Which could mean anything or nothing, thought her daughter as she went upstairs to the small room which had been hers since she was a very small girl. When her brothers had left home her mother had suggested that she might like to move into either of the two bigger rooms they had occupied, but she had chosen to remain in the little room over the porch. She flung her coat down on to the bed now, then went downstairs again without bothering to look in the looking glass; supper for the moment was far more important than her appearance. It was after that satisfying meal, eaten in the cheerful rather shabby dining room opposite the sitting room, when her parents were seated on each side of the fire and she was kneeling before it giving it a good poke, that she paused to look over her shoulder and say: ‘I’ve met the man I want to marry, my dears.’

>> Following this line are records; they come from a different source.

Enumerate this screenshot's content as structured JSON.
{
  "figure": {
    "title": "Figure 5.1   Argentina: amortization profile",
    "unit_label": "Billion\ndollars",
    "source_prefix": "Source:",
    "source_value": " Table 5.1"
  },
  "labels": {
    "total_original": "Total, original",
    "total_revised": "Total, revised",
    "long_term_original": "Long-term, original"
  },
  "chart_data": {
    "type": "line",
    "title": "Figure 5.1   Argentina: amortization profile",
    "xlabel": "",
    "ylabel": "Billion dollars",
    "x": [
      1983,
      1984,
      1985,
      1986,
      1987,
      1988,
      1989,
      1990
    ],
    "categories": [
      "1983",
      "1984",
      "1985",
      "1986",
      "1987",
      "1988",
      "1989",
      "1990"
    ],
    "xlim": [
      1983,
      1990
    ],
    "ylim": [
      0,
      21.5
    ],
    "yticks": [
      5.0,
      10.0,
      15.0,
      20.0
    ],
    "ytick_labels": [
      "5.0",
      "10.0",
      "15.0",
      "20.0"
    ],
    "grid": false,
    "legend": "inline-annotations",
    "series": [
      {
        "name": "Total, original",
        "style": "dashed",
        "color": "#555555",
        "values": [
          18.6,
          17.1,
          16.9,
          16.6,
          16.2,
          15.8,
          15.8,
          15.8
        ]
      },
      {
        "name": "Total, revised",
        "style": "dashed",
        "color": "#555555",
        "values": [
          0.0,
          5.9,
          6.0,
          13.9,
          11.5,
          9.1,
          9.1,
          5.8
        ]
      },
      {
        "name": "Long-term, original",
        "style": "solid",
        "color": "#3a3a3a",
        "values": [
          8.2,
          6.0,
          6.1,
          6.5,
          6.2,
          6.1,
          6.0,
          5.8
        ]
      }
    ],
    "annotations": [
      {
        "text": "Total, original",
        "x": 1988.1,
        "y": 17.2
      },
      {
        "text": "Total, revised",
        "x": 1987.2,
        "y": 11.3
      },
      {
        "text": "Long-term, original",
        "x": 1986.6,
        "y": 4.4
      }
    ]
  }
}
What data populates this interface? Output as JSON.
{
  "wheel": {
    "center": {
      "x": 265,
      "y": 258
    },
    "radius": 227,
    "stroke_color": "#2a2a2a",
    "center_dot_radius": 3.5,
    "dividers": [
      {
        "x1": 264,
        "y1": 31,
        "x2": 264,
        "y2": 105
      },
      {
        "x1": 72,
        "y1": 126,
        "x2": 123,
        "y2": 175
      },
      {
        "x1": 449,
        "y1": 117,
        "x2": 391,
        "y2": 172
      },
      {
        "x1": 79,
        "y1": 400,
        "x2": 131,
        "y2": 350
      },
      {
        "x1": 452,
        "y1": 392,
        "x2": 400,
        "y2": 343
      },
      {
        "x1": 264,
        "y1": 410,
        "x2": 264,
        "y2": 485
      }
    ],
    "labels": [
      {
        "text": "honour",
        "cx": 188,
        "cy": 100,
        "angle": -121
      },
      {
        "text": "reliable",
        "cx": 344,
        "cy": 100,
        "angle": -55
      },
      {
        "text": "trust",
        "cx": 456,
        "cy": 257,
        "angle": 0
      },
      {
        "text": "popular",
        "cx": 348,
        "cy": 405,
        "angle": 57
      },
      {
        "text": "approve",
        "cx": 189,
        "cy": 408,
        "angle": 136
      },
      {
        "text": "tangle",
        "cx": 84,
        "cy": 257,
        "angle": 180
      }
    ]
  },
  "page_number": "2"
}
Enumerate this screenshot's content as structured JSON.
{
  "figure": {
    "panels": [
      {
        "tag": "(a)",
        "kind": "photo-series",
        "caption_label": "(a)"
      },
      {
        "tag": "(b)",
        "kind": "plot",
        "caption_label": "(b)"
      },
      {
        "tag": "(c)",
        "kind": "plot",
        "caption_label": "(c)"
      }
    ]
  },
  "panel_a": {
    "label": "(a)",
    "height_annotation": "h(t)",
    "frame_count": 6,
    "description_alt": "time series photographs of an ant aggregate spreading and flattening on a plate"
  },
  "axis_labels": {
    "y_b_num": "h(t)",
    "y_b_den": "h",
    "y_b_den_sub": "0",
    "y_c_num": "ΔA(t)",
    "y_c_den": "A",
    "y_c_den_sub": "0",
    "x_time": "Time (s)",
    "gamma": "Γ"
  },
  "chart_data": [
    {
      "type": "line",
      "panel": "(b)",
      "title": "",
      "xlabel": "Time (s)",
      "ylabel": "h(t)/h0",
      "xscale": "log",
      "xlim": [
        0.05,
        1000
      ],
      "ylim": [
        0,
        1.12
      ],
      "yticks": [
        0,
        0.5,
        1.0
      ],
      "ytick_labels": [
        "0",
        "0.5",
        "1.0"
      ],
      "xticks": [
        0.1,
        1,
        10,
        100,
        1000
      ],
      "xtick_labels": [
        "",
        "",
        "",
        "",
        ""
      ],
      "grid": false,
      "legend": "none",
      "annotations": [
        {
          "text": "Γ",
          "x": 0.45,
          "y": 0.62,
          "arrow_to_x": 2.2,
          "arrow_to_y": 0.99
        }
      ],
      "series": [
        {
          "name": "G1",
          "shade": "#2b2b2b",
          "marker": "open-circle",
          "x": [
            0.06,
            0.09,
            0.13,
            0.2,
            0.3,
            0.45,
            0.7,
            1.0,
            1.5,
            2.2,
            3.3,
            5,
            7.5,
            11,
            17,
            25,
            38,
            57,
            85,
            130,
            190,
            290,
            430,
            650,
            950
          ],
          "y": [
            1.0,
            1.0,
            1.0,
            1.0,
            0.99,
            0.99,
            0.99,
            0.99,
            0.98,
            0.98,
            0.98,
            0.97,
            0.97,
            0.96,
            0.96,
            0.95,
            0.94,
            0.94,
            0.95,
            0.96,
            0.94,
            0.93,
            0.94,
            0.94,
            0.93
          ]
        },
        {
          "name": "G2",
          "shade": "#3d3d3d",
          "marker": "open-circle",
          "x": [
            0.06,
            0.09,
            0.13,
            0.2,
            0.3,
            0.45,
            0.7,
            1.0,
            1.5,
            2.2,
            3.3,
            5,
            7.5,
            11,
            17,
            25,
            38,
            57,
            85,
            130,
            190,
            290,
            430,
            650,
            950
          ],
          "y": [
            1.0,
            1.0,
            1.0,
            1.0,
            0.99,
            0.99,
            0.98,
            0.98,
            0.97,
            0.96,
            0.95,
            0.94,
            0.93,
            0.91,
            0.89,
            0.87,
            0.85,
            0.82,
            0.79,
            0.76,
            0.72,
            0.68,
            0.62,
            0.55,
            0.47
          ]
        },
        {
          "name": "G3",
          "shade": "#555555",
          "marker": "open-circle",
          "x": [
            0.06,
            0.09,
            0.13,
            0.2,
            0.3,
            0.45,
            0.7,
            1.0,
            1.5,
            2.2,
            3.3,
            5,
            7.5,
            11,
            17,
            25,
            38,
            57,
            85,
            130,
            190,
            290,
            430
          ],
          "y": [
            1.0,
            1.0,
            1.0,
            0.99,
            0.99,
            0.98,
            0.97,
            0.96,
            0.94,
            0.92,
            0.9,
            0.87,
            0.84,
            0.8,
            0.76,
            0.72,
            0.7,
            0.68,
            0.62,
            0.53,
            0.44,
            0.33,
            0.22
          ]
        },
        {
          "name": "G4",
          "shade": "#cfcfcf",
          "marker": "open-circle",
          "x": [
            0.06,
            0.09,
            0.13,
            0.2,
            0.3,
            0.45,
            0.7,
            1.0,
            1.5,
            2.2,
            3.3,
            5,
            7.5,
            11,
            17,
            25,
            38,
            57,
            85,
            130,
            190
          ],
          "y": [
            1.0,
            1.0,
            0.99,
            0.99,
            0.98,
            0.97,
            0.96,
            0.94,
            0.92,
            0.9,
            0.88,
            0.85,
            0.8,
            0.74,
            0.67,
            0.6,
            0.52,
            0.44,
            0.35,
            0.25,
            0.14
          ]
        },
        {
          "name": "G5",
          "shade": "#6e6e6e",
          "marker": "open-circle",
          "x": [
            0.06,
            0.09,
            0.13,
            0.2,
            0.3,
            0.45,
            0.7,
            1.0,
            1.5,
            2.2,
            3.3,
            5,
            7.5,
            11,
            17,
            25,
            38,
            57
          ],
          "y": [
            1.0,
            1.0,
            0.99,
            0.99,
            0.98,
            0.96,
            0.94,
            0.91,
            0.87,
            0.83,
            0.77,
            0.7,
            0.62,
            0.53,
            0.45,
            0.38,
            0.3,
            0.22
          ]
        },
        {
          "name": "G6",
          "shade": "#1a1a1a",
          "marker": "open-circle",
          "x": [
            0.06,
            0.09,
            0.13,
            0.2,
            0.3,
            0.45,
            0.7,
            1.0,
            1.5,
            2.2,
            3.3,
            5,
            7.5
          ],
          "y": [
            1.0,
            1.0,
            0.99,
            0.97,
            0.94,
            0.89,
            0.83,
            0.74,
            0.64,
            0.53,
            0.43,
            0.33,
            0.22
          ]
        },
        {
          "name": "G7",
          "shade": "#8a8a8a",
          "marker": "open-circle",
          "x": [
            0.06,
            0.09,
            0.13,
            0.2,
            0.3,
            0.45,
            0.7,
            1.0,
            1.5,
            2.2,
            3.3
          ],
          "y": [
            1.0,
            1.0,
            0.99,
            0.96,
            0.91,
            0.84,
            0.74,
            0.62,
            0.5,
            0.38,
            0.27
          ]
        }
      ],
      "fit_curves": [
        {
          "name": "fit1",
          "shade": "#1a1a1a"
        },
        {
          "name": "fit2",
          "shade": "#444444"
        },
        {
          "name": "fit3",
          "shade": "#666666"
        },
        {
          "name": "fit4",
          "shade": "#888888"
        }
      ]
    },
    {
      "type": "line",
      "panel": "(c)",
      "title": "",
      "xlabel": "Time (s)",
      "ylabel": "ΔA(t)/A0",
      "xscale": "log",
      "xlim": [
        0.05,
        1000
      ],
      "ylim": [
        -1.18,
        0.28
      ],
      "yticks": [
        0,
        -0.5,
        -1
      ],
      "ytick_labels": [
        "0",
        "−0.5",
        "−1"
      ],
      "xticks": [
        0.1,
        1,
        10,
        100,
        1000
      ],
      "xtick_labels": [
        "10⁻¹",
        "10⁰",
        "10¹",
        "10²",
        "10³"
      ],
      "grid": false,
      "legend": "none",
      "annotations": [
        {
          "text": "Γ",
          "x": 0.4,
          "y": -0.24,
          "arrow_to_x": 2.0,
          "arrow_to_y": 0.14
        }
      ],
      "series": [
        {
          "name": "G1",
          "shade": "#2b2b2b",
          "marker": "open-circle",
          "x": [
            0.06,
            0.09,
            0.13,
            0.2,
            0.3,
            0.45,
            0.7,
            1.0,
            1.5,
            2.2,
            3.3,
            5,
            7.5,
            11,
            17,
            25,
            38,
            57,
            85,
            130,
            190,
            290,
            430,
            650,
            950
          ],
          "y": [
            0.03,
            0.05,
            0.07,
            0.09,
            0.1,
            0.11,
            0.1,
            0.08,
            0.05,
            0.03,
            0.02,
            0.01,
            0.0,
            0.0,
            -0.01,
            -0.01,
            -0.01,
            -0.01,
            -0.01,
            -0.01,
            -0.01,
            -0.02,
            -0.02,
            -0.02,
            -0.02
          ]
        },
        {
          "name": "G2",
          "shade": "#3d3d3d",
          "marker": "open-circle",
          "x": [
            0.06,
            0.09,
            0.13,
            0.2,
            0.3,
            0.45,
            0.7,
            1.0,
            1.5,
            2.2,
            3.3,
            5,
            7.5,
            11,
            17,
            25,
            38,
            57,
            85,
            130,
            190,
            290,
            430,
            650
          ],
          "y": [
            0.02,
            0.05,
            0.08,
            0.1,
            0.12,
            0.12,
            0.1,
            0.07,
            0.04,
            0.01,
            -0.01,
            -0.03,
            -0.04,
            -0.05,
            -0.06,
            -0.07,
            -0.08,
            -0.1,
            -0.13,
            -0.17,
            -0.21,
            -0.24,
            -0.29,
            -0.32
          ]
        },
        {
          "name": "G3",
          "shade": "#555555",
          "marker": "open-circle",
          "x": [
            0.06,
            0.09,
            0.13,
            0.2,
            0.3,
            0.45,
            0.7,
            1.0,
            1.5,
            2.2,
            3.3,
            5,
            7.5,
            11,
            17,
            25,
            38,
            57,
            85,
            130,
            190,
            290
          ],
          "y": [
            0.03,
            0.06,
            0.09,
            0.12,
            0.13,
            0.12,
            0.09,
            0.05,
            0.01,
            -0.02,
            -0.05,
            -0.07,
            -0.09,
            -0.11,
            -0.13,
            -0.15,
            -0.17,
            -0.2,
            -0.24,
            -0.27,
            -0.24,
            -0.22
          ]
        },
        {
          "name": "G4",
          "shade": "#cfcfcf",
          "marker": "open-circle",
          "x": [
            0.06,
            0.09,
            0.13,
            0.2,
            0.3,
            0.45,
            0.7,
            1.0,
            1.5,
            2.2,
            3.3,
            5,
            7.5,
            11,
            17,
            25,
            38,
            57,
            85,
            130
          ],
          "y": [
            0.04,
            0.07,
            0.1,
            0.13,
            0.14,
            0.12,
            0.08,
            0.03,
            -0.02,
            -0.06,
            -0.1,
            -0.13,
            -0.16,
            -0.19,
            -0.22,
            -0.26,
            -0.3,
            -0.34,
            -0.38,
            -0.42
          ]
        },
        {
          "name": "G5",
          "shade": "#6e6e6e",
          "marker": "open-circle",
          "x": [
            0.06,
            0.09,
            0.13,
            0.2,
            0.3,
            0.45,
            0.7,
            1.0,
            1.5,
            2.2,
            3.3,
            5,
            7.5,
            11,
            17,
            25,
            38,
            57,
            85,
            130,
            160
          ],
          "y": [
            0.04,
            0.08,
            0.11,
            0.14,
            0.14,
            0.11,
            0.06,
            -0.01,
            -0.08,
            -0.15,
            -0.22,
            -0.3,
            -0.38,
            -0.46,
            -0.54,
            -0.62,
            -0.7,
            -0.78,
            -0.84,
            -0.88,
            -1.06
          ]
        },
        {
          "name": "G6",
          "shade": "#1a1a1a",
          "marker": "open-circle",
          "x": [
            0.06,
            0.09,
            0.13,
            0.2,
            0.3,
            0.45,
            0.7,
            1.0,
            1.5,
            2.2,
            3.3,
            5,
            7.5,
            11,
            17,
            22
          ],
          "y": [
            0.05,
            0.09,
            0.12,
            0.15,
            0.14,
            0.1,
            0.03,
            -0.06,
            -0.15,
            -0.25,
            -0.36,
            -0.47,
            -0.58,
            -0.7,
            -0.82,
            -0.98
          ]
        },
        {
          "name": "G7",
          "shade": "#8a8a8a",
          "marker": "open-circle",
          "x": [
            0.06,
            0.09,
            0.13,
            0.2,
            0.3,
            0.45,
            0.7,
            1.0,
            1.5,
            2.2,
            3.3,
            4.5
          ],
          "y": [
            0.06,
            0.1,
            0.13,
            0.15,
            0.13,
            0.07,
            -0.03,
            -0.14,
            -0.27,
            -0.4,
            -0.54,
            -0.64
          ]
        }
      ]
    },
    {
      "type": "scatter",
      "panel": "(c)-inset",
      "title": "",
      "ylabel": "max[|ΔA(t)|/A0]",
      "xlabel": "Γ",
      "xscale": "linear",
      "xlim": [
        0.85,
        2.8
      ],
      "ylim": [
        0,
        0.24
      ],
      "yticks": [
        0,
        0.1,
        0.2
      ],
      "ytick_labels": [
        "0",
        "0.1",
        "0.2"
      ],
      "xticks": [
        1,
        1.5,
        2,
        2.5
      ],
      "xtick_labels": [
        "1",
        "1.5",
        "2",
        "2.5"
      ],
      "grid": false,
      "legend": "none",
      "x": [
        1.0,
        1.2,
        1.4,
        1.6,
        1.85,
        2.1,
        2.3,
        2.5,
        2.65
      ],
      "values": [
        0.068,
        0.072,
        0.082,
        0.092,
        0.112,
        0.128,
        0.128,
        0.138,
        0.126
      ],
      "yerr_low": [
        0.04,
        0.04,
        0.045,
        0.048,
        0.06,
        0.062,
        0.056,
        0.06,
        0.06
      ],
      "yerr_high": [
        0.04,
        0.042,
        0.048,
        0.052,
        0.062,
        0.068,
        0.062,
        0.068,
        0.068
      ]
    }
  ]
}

Her father lifted his eyes from the seed catalogue he was studying and gave her a searching look and her mother cast down her knitting and said encouragingly: ‘Yes, dear? Do we know him?’

‘No.’

‘He’s asked you to marry him?’

‘No.’ Britannia sounded matter-of-fact. ‘Nor is he likely to. He’s a professor of surgery, one of the best—very good-looking, ill-tempered, arrogant and rich. He didn’t like me overmuch. We—we don’t come from the same background.’